The game of heavenly population statistics is one
that Christ discouraged his disciples from playing. When they asked
him, "Are many saved?" he answered neither yes nor no but said, "Strive
to enter in" (Luke 13:24). In other words, mind your own business, your
own salvation, rather than speculating about others and statistics. God
has not told us the answer to this question, for his own good reasons,
just as he has not told us when the world will end, another question
about which we love to speculate. I think that in both cases we can see
the wisdom of not telling us. If we knew when the world would end, we
would not be ready at all times for the thief who comes in the night,
unexpectedly. If we knew that most were not saved, we would tend to
despair; if we knew that most were saved, we would tend to presumption.

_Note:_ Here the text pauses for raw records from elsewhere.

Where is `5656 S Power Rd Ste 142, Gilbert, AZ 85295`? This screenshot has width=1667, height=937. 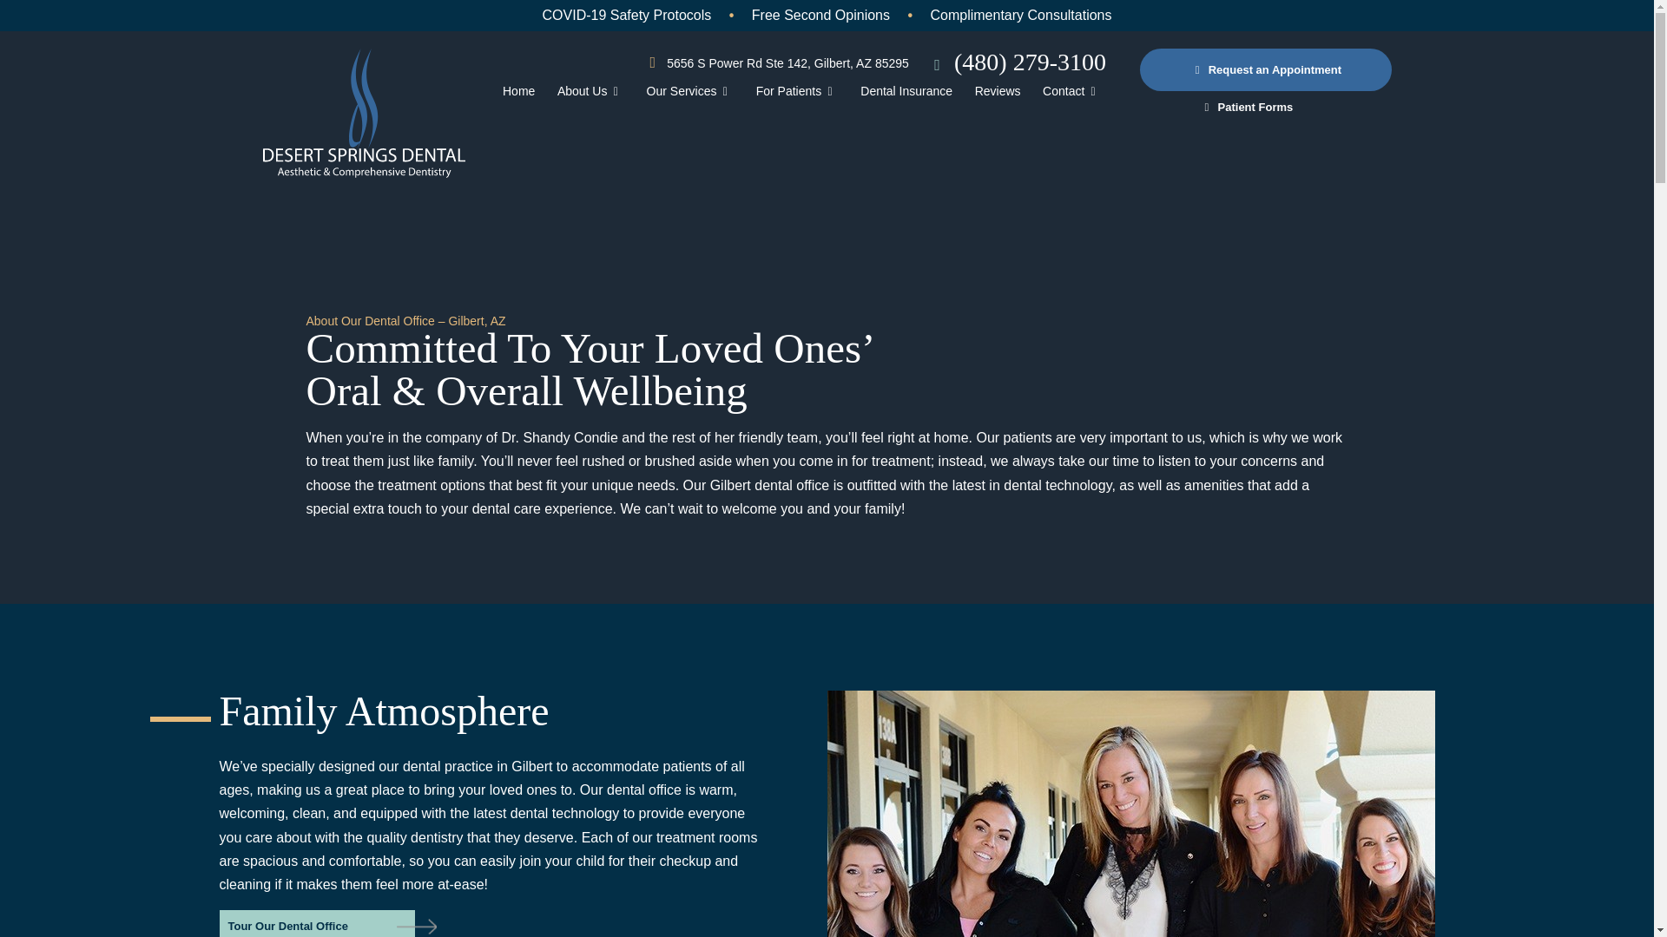
5656 S Power Rd Ste 142, Gilbert, AZ 85295 is located at coordinates (774, 62).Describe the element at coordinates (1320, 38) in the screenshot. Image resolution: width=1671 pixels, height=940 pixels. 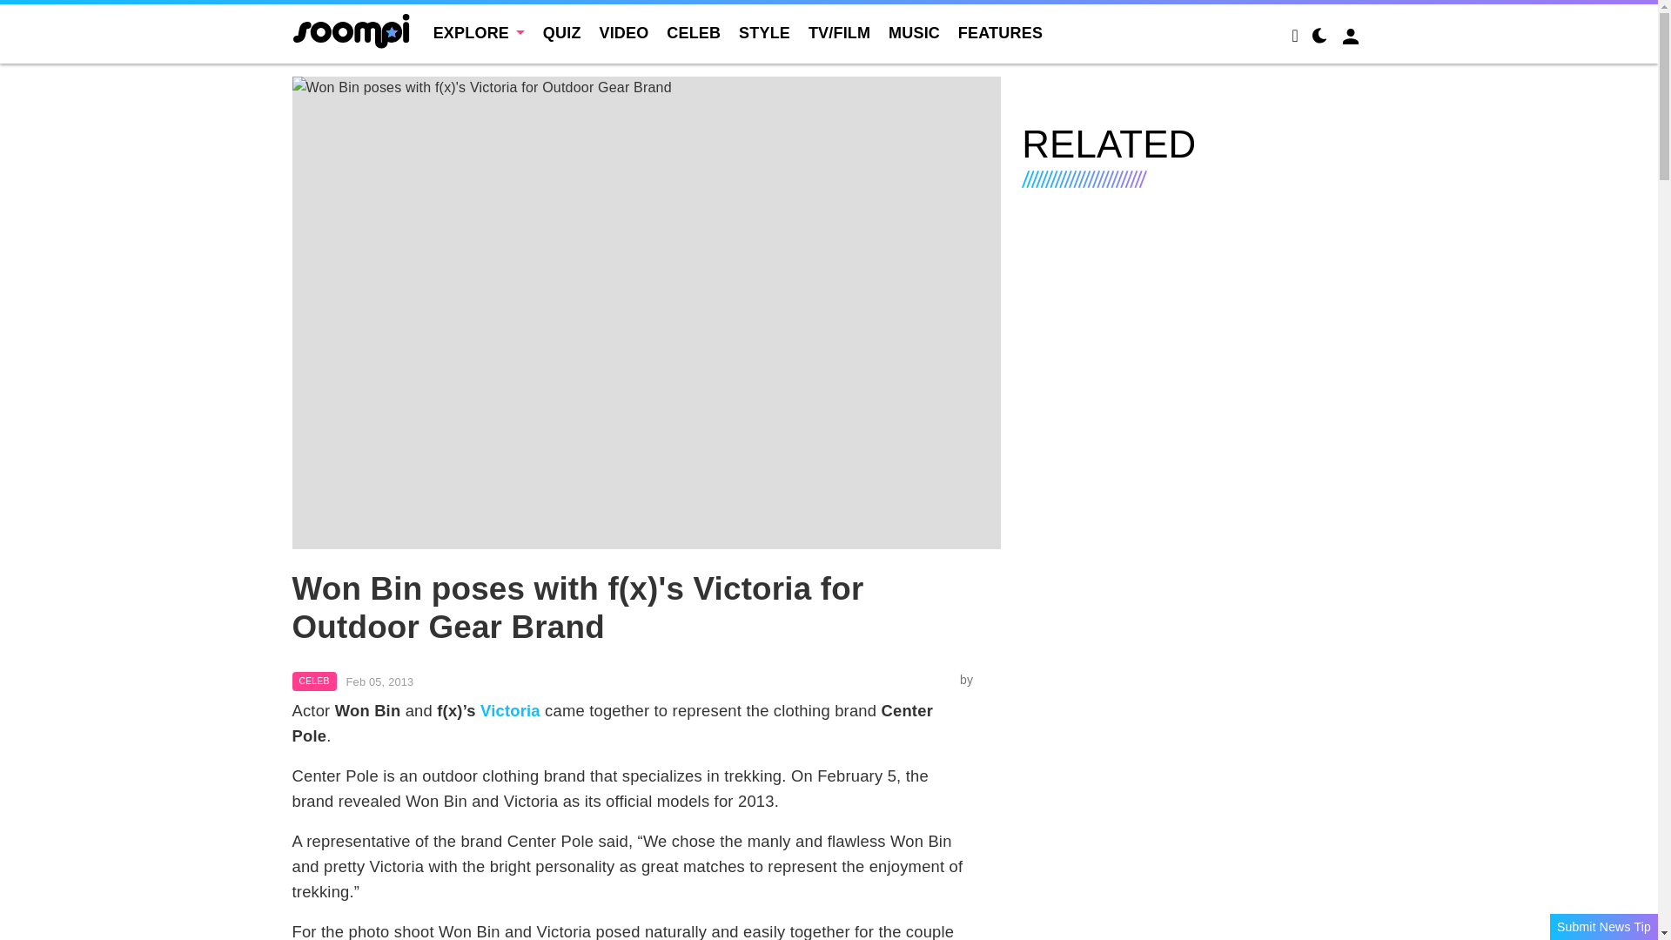
I see `Night Mode Toggle` at that location.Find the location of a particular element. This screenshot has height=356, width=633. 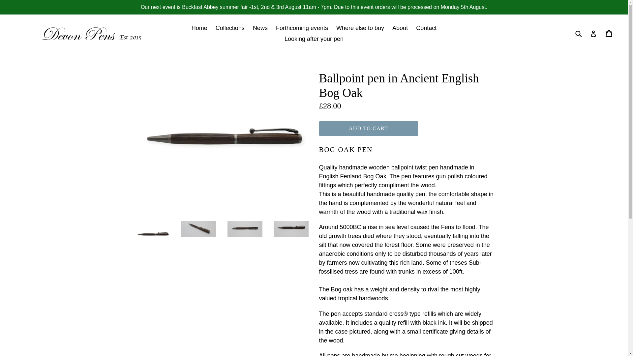

Where else to buy is located at coordinates (360, 28). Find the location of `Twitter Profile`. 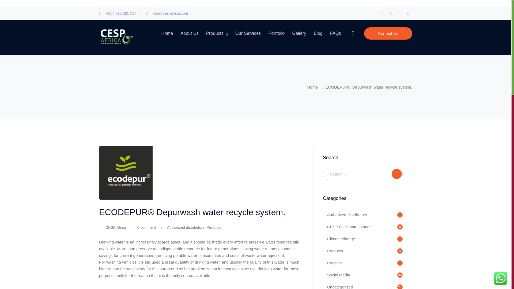

Twitter Profile is located at coordinates (391, 13).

What we do know is that Christ the Savior is not
only a 33-year-old, 6-foot-high Jewish man, but also the eternal God,
the Logos that enlightens every individual (John 1:9). Thus everyone
has a fair chance to accept him or reject him, whether implicitly (for
all light of truth and goodness is from him) or explicitly. We are not
saved by how explicit our knowledge is; we are saved by him. Faith is
the glue that holds him fast (or, more accurately, the glue by which he
holds us fast, for faith is also his gift).
This is a traditional, mainline Christian
position, from the time of Justin Martyr and Clement of Alexandria to
the time of C. S. Lewis. It is halfway between the liberal view that
one can be saved in other ways than Christ (for example, by good
intentions) and the frequent fundamentalist view that it takes an explicit knowledge of Christ to be saved.

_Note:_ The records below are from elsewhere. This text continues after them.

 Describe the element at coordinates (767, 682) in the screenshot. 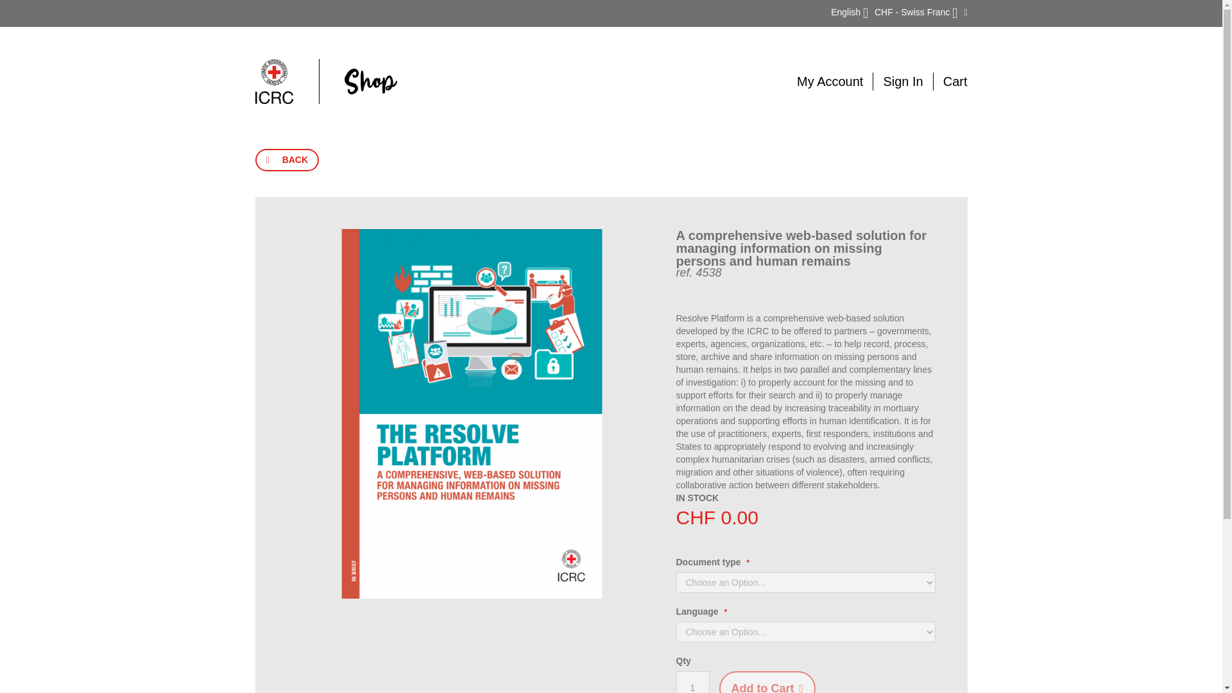

I see `Add to Cart` at that location.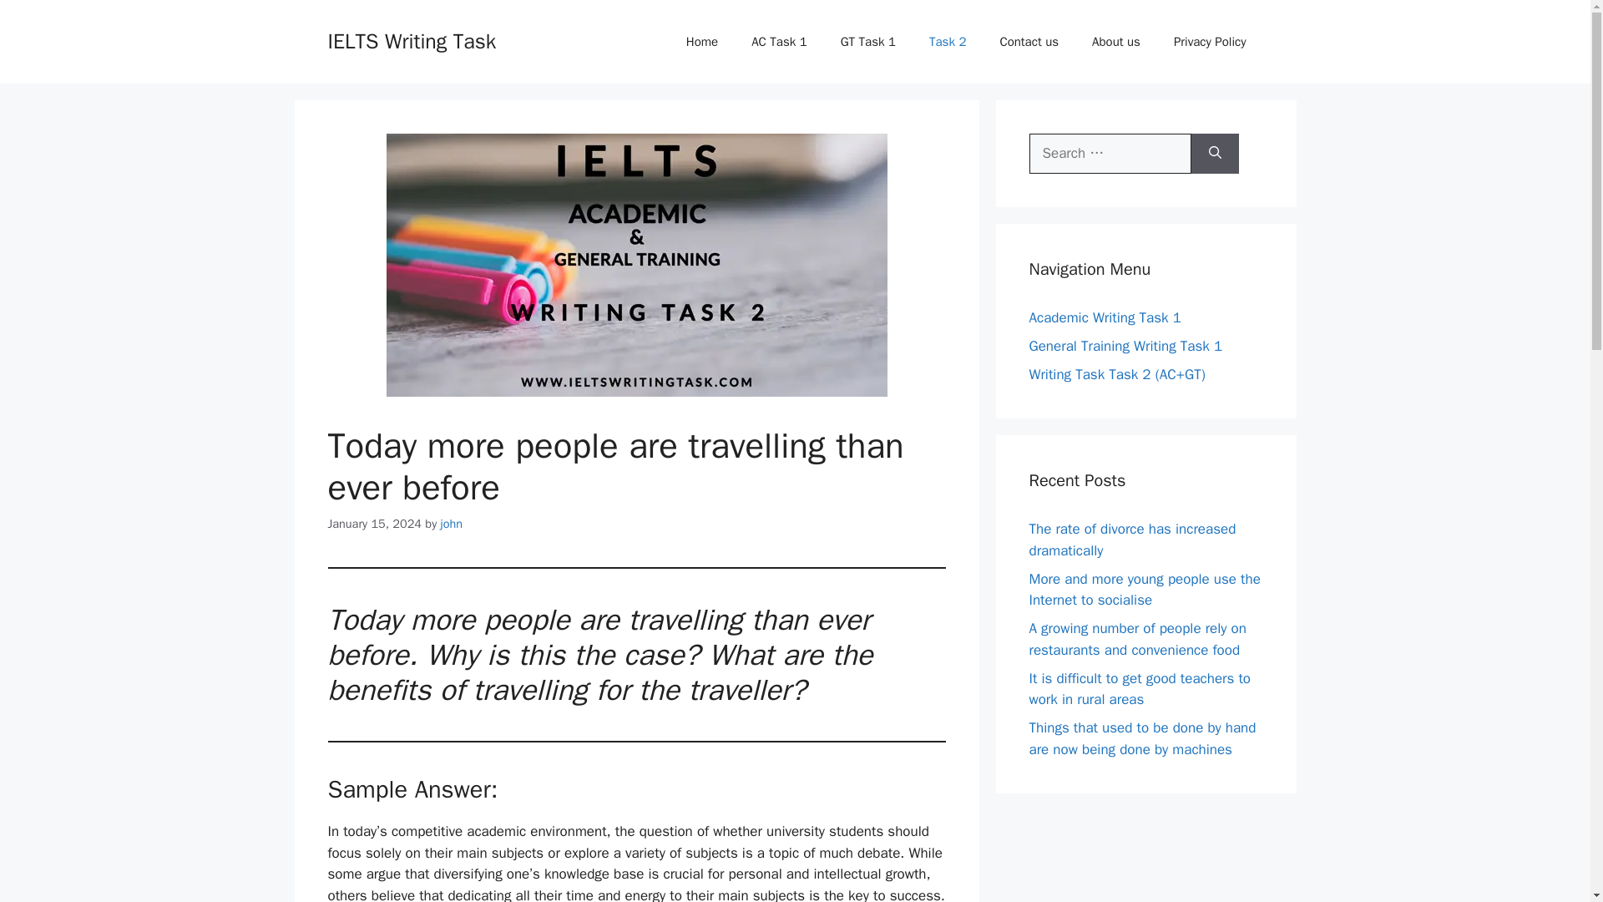 The width and height of the screenshot is (1603, 902). I want to click on Contact us, so click(1029, 42).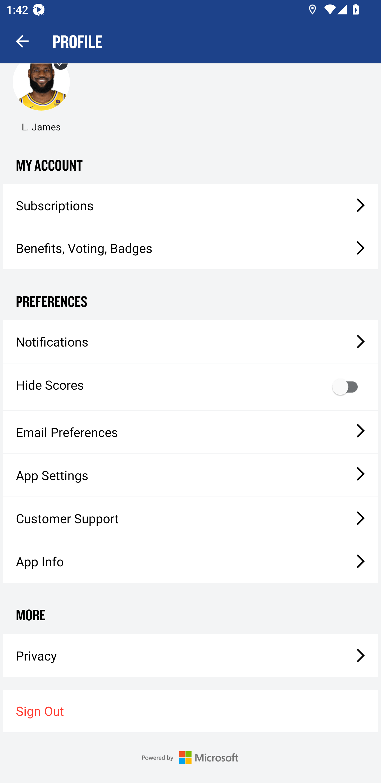 The height and width of the screenshot is (783, 381). What do you see at coordinates (190, 475) in the screenshot?
I see `App Settings` at bounding box center [190, 475].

The middle view does not detract from the infinite
seriousness of missionary work, as the liberal view does. For if we do
not know how many children will fall through a hole in the ice and
drown, we feel just as much urgency in shouting warnings (and in
putting our words into action) as we would if we knew exactly who would
die and who would not.
35. How do you think all these questions and answers will look to you in Heaven?

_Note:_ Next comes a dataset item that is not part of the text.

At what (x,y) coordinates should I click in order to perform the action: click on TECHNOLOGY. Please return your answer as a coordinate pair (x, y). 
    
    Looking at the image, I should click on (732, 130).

I think they will look very much like
Michelangelo's first lump of clay-worked on at the age of two-looked to
him after he had sculpted the Pietd. I think we will see these
childish babblings about "what no eye has seen, nor ear heard, nor the
heart of man conceived" (1 Cor.1:9) as we will see everything else in
our present lives: suffused with the light and love of God. And so we
will cherish these childish toys, even as we laugh at them. Seeing and
loving God in all good things, including our own, is what we were made
for, and what we will be doing forever without boredom. We had better
get some practice now.
In the light of Heaven, everything we do and
everything we experience takes on two new meanings. On the one hand,
everything becomes infinitely more important, more serious, more
weighted with glory than before. If we are practicing only for a casual
pastime, our practice is not terribly important, but if we are
practicing for the world championship, it is.
On the other hand, Heaven makes everything earthly
seem light and trivial by comparison. Saint Theresa says that the most
horrible, suffering-filled life on Earth, looked at from Heaven, will
seem no more than a night in an inconvenient hotel. Saints and martyrs
know the value of this life and this world; they love it because God
loves it. But they lightly give it all up for Heaven. Heavenly light
gives us not only "an eternal weight of glory," but at the same time a lightsome spirit, as in the Cavalier poet:
Man, please Thy maker and be merry,
And for this world give not a cherry.